In a new Nature research paper entitled “Supervised learning with quantum enhanced feature spaces,” researchers from IBM describe developing and testing a quantum algorithm with the potential to enable machine learning on quantum computers in the near future. The researchers have shown that as quantum computers become more powerful in the years to come, and their Quantum Volume increases, they will be able to perform feature mapping, a key component of machine learning, on highly complex data structures at a scale far beyond the reach of even the most powerful classical computers.
Their methods were also able to classify data with the use of short-depth circuits, which opens a path to dealing with decoherence. Just as significantly, their feature-mapping worked as predicted: no classification errors with our engineered data, even as the IBM Q systems’ processors experienced decoherence.

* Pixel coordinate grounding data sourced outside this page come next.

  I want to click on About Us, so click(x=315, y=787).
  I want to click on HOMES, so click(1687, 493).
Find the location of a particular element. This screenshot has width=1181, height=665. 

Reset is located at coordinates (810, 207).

Feature mapping is a way of disassembling data to get access to finer-grain aspects of that data. Both classical and quantum machine learning algorithms can break down a picture, for example, by pixels and place them in a grid based on each pixel’s color value. From there the algorithms map individual data points non-linearly to a high-dimensional space, breaking the data down according to its most essential features. In the much larger quantum state space, the researchers can separate aspects and features of that data better than they could in a feature map created by a classical machine-learning algorithm. Ultimately, the more precisely that data can be classified according to specific characteristics, or features, the better the AI will perform.

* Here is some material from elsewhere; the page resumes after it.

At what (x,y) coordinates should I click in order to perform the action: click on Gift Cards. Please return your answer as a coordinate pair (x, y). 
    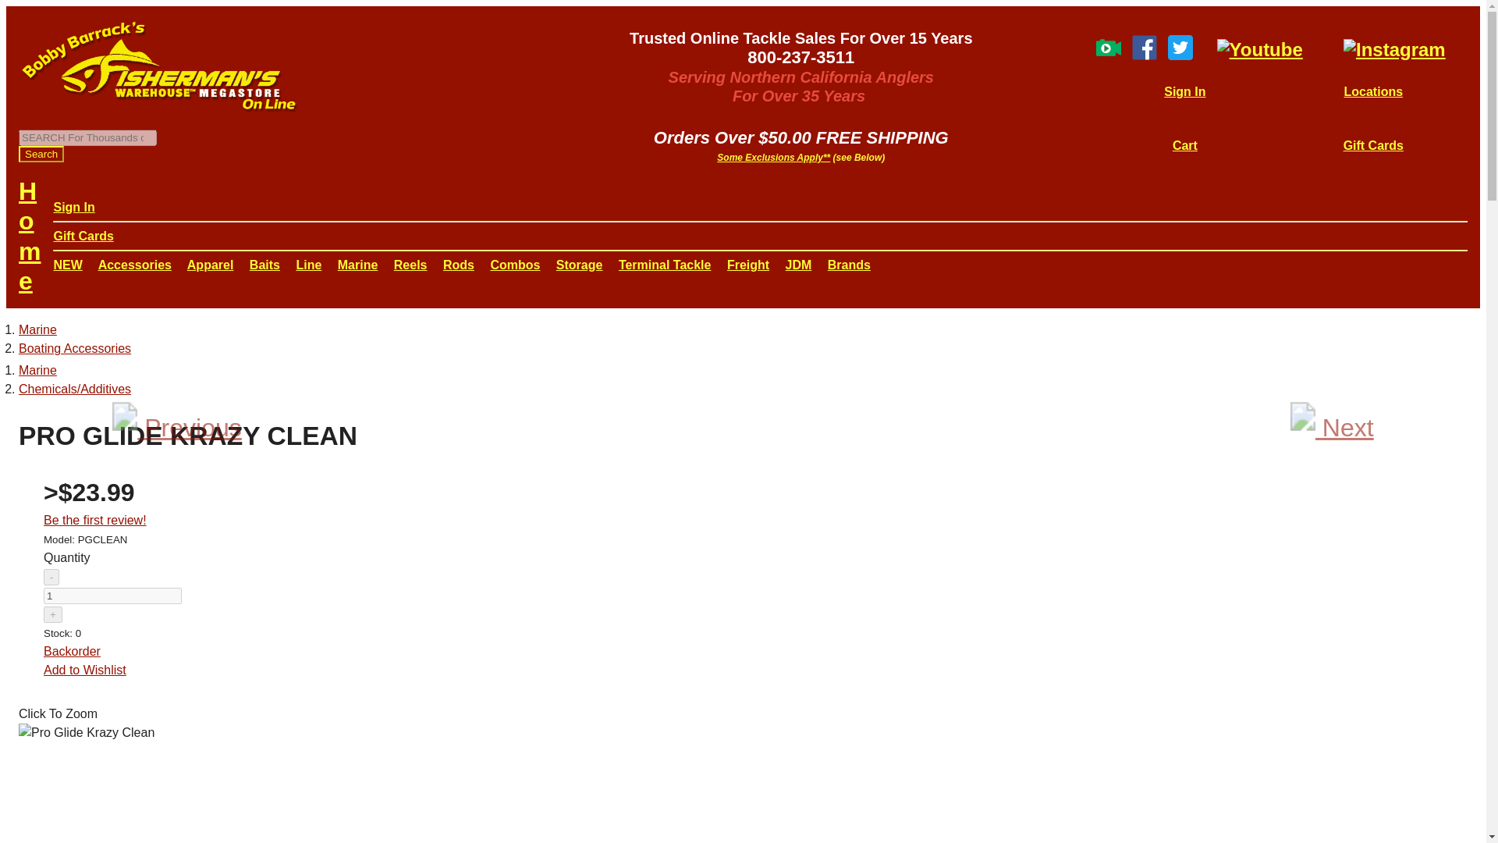
    Looking at the image, I should click on (83, 236).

The goal is to use quantum computers to create new classifiers that generate more sophisticated data maps. In doing that, researchers will be able to develop more effective AI that can, for example, identify patterns in data that are invisible to classical computers.
IBM researhers developed a blueprint with new quantum data classification algorithms and feature maps. That’s important for AI because, the larger and more diverse a data set is, the more difficult it is to separate that data out into meaningful classes for training a machine learning algorithm. Bad classification results from the machine learning process could introduce undesirable results; for example, impairing a medical device’s ability to identify cancer cells based on mammography data.

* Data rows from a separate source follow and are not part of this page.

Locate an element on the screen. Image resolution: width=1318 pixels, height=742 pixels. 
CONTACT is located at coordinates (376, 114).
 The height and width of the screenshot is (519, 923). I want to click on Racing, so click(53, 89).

The researchers found that even in the presence of noise, they could consistently classify their engineered data with perfect accuracy during their tests. Today’s quantum computers struggle to keep their qubits in a quantum state for more than a few hundred microseconds even in a highly controlled laboratory environment. That’s significant because qubits need to remain in that state for as long as possible in order to perform calculations.
Their algorithms demonstrating how entanglement can improve AI classification accuracy will be available as part of IBM’s Qiskit Aqua, an open-source library of quantum algorithms that developers, researchers and industry experts can use to access quantum computers via classical applications or common programming languages such as Python.
"We are still far off from achieving Quantum Advantage for machine learning—the point at which quantum computers surpass classical computers in their ability to perform AI algorithms. Our research doesn’t yet demonstrate Quantum Advantage because we minimized the scope of the problem based on our current hardware capabilities, using only two qubits of quantum computing capacity, which can be simulated on a classical computer. Yet the feature mapping methods we’re advancing could soon be able to classify far more complex datasets than anything a classical computer could handle. What we’ve shown is a promising path forward," IVBM researchers said.